By Martin Masai
Machakos County Assembly sittings were suspended yesterday after a bitter dispute over a proposed KSh 1 billion fund linked to Governor Wavinya Ndeti

A push to have it approved for debate in the plenary derailed agreement on House business.
An undated public notice circulated to Members of County Assembly (MCAs) confirmed the postponement of plenary sittings scheduled for April 28 and 29, citing the inability of the House Business Committee to agree on the agenda for balloting.
Speaker Anne Kiusya indicated in the notice that sittings are expected to resume on May 5, but insiders say the stalemate is far from resolved.
At the centre of the impasse is the controversial Wikwatyo Fund—an initiative being advanced by the county executive and aggressively pushed on the floor by the Majority Leader Nicholas Nzioka since late last year.
Estimated at about KSh 1 billion, the fund is publicly framed as an empowerment programme targeting youth and women groups across the county.
But behind that framing lies a deep and widening divide within the Assembly that sees it as public funds that is slated for campaigns.
A section of MCAs- mainly from Maendeleo Chap Chap and United Democratic Alliance has dug in against attempts to fast-track the fund’s passage, arguing that it is being introduced without a regulatory and governance framework.
The proposal, as presented, lacks provisions for an independent oversight board, operational guidelines, or clear accountability mechanisms governing how the money would be allocated and audited.
For these MCAs, the issue is not the principle of empowerment, but the architecture of control and clear thirst to raid public coffers.
“You cannot appropriate that kind of money on the basis of goodwill,” a source familiar with the committee deliberations said. “Public funds require structure, transparency, and safeguards.”
The standoff has precedent. The Majority Leader’s push to pass the Wikwatyo Fund has repeatedly disrupted House business over the past several months.
Earlier attempts last December collapsed, leading to postponements that ultimately saw the bill lapse—only for it to return in its current, equally contested form- yet its proponents do not want it run within the law.
Critics within the Assembly have also drawn parallels between the proposed fund and the Machakos Youth Service, which has operated without a comprehensive regulatory framework or an independent governing board.
When it was passed, the then Finance Minister Onesmus Kuyu promised to bring its rules for legislation but that has never happened.
That experience, they argue, has already exposed gaps in accountability—gaps they fear could be replicated, or even amplified, under a larger, less structured fund.
Beyond governance concerns, however, a more politically charged accusation has sharpened the conflict.
Now opponents of the Wikwatyo Fund allege that it is designed not just as an empowerment vehicle, but as a political instrument—one that could be used to channel resources toward activities associated with the Wiper Democratic Movement–Kenya within Machakos and potentially beyond.
The allegation, which supporters of the fund strongly dispute, has nonetheless hardened positions within the Assembly, turning what might have been a policy disagreement into a high-stakes political confrontation.
For those resisting the bill, the fear is that without clear legal guardrails, the fund could evolve into a discretionary pool of money vulnerable to patronage and partisan deployment—undermining both fiscal discipline and institutional integrity.
Supporters, on the other hand, maintain that the resistance is politically motivated and risks denying vulnerable groups access to much-needed financial support.
They argue that empowerment initiatives often require flexibility and that overregulation could stifle their effectiveness.
Caught between these positions is the House Business Committee, whose inability to broker a compromise has effectively shut down the Assembly.
As the body responsible for scheduling legislative business, its deadlock means no motions, bills, or oversight functions can proceed to the floor.
The consequences are immediate and far-reaching.
With plenary sittings suspended, critical legislative processes—including budget approvals, policy debates, and executive oversight—remain in limbo.
The Speaker’s notice, brief and procedural, offers little indication of how or when the underlying dispute will be resolved.
Yet its implications are clear: the Assembly is not merely postponing sittings—it is grappling with a crisis of consensus.
Political observers say the unfolding standoff reflects a broader struggle over control of public resources and the balance of power between the executive and the legislature.
“This is about more than one fund,” one analyst noted. “It is about the rules that govern how money is raised, allocated, and accounted for—and who gets to influence that process.”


Work task:
From the first line to the last, transcribe the data exactly and skip the pictures.

Entries supplied:
===

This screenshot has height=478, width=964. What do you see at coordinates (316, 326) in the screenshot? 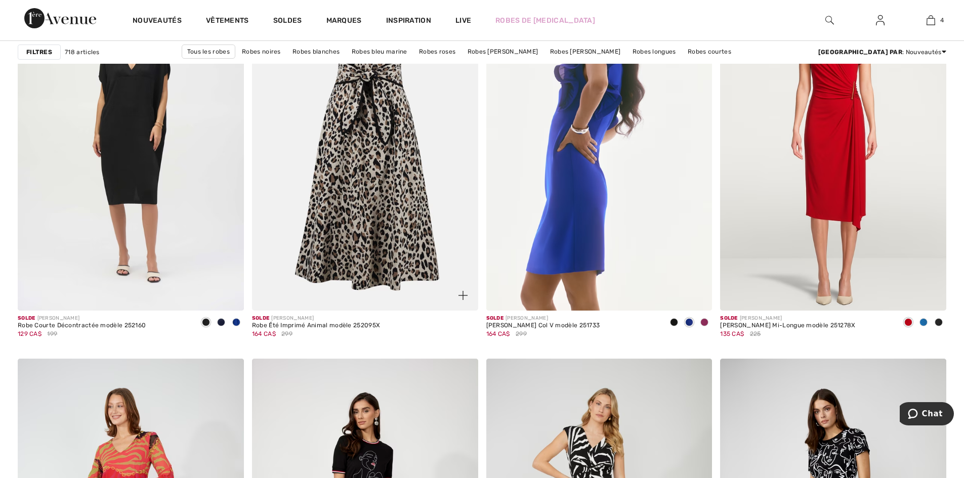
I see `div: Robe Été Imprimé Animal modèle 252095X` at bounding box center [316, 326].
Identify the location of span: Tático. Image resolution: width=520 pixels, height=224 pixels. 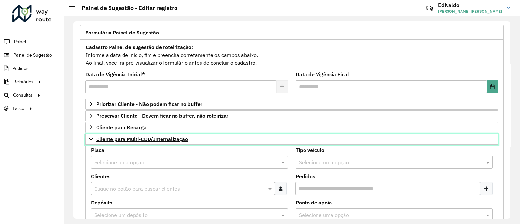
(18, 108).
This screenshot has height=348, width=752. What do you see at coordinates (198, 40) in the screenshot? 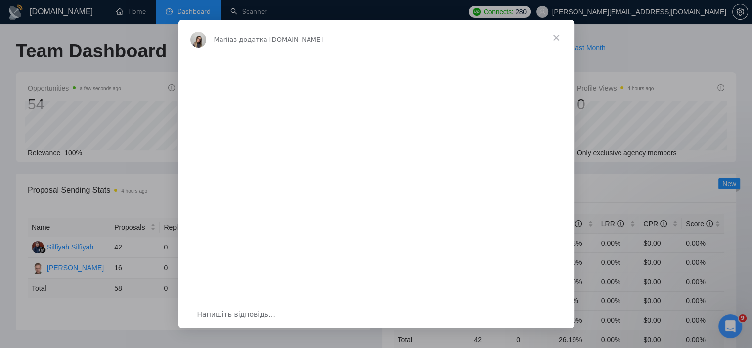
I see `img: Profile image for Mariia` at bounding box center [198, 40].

===

Result of this task:
This screenshot has height=478, width=964. What do you see at coordinates (316, 326) in the screenshot? 
I see `div: Robe Été Imprimé Animal modèle 252095X` at bounding box center [316, 326].
Identify the location of span: Tático. Image resolution: width=520 pixels, height=224 pixels. 
(18, 108).
This screenshot has height=348, width=752. What do you see at coordinates (198, 40) in the screenshot? 
I see `img: Profile image for Mariia` at bounding box center [198, 40].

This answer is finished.